Chun was convicted in 1996 of treason over Gwangju and bribery and condemned to hang, but his execution was commuted on appeal and he was released following a presidential pardon. He still denies any direct involvement in the suppression of the uprising.

Today, the South's president Moon -- who as a student took part in other anti-dictatorship protests -- regularly highlights Gwangju, promising to reopen investigations into it and calling for it to be included in the constitution.

South Korea's opposition seeks to paint Moon as a Pyongyang sympathiser, and Hannes Mosler of the University of Duisburg-Essen said the right sought to use Gwangju to discredit liberals by linking them to the "absolute evil" of the North.
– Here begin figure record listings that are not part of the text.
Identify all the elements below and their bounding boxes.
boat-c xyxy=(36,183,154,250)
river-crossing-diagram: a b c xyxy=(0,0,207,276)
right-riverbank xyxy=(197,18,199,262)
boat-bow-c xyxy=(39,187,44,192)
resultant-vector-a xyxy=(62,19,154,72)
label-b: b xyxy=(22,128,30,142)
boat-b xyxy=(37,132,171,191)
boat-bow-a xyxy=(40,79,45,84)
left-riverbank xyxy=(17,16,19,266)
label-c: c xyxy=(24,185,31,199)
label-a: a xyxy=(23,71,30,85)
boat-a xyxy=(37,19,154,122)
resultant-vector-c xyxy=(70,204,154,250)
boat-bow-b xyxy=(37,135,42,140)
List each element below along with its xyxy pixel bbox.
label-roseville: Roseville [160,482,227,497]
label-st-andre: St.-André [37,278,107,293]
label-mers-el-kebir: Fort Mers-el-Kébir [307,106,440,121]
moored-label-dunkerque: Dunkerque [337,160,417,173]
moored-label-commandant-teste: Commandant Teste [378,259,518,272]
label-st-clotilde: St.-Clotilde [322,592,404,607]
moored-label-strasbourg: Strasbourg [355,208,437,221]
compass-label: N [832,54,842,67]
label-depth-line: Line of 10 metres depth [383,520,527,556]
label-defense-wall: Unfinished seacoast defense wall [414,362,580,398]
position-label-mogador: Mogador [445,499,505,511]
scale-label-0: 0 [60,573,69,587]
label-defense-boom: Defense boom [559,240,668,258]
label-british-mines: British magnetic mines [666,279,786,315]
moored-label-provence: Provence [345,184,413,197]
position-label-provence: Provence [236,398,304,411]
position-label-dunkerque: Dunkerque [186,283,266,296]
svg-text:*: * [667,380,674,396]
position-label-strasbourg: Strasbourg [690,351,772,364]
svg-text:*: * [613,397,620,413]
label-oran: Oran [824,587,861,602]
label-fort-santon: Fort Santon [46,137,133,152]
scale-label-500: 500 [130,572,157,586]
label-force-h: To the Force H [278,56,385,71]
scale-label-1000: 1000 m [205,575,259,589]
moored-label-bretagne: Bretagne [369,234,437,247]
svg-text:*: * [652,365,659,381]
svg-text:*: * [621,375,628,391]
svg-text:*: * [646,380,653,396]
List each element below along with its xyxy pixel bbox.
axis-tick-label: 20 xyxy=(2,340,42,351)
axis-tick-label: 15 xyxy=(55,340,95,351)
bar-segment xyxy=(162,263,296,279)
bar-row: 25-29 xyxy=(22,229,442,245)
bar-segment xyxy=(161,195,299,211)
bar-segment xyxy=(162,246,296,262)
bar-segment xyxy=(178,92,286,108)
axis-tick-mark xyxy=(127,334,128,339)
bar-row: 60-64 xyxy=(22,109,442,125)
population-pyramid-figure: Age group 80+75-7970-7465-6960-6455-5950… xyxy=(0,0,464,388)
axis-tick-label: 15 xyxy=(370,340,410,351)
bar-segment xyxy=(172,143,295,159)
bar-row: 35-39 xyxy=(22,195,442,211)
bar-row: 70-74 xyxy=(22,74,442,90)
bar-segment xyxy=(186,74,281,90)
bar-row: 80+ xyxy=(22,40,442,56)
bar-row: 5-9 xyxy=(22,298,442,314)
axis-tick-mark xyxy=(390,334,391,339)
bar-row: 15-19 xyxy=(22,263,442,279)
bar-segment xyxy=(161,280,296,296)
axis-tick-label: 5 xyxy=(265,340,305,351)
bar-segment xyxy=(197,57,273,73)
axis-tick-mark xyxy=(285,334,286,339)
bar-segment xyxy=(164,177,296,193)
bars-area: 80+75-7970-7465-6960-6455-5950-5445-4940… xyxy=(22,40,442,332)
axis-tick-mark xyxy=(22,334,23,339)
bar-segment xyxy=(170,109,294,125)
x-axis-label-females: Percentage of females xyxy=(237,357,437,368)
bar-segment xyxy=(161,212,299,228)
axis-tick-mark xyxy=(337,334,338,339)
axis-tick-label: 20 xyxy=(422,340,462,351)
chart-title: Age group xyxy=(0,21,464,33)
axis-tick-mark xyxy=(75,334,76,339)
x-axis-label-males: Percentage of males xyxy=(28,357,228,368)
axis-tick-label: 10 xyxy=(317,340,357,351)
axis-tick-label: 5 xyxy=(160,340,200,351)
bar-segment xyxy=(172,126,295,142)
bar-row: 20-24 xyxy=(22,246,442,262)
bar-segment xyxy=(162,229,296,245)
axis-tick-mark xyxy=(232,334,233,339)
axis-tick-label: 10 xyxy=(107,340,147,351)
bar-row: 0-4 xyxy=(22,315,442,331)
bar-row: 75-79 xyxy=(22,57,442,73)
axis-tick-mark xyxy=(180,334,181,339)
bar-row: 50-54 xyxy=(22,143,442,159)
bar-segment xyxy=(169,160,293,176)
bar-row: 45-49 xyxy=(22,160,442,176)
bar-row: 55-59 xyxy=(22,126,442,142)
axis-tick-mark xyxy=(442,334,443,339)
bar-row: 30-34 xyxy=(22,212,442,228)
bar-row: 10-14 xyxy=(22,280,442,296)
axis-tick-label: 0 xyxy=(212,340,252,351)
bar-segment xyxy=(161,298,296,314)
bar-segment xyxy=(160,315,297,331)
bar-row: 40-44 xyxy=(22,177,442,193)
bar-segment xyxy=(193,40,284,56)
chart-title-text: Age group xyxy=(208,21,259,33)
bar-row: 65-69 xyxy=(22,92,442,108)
"North Korea lies at the heart of polarisation strategies in South Korea," Mosler told AFP.
AFP / Ed JONES
The May 18 National Cemetery holds the remains of victims from South Korea's Gwangju pro-democracy uprising

"Once a fake narrative is built around the Gwangju Uprising that connects it with North Korea, this provides the fuel for the polarisation fire to burn further and further."

Moon's Democratic Party won a landslide election victory last month largely on the back of the government's successful handling of the coronavirus epidemic in the country.

But while the city of Daegu was at the centre of the outbreak, it is the last stronghold of the right and Moon's party lost every one of the seats there.

- Last wish -

Last year the remains of around 40 people were discovered at the site of a former prison in Gwangju, where 242 relatives of missing people have given DNA samples in the hope of identifying corpses that have yet to come to light.

Among them is Cha Cho-gang, 81, whose son never returned after setting out to sell garlic at a market in the city, aged 19.

"My husband died three years ago," she said. "His last wish was to bury our son's remains before his own funeral.

"I have the same wish, but I don't know if it will ever come true."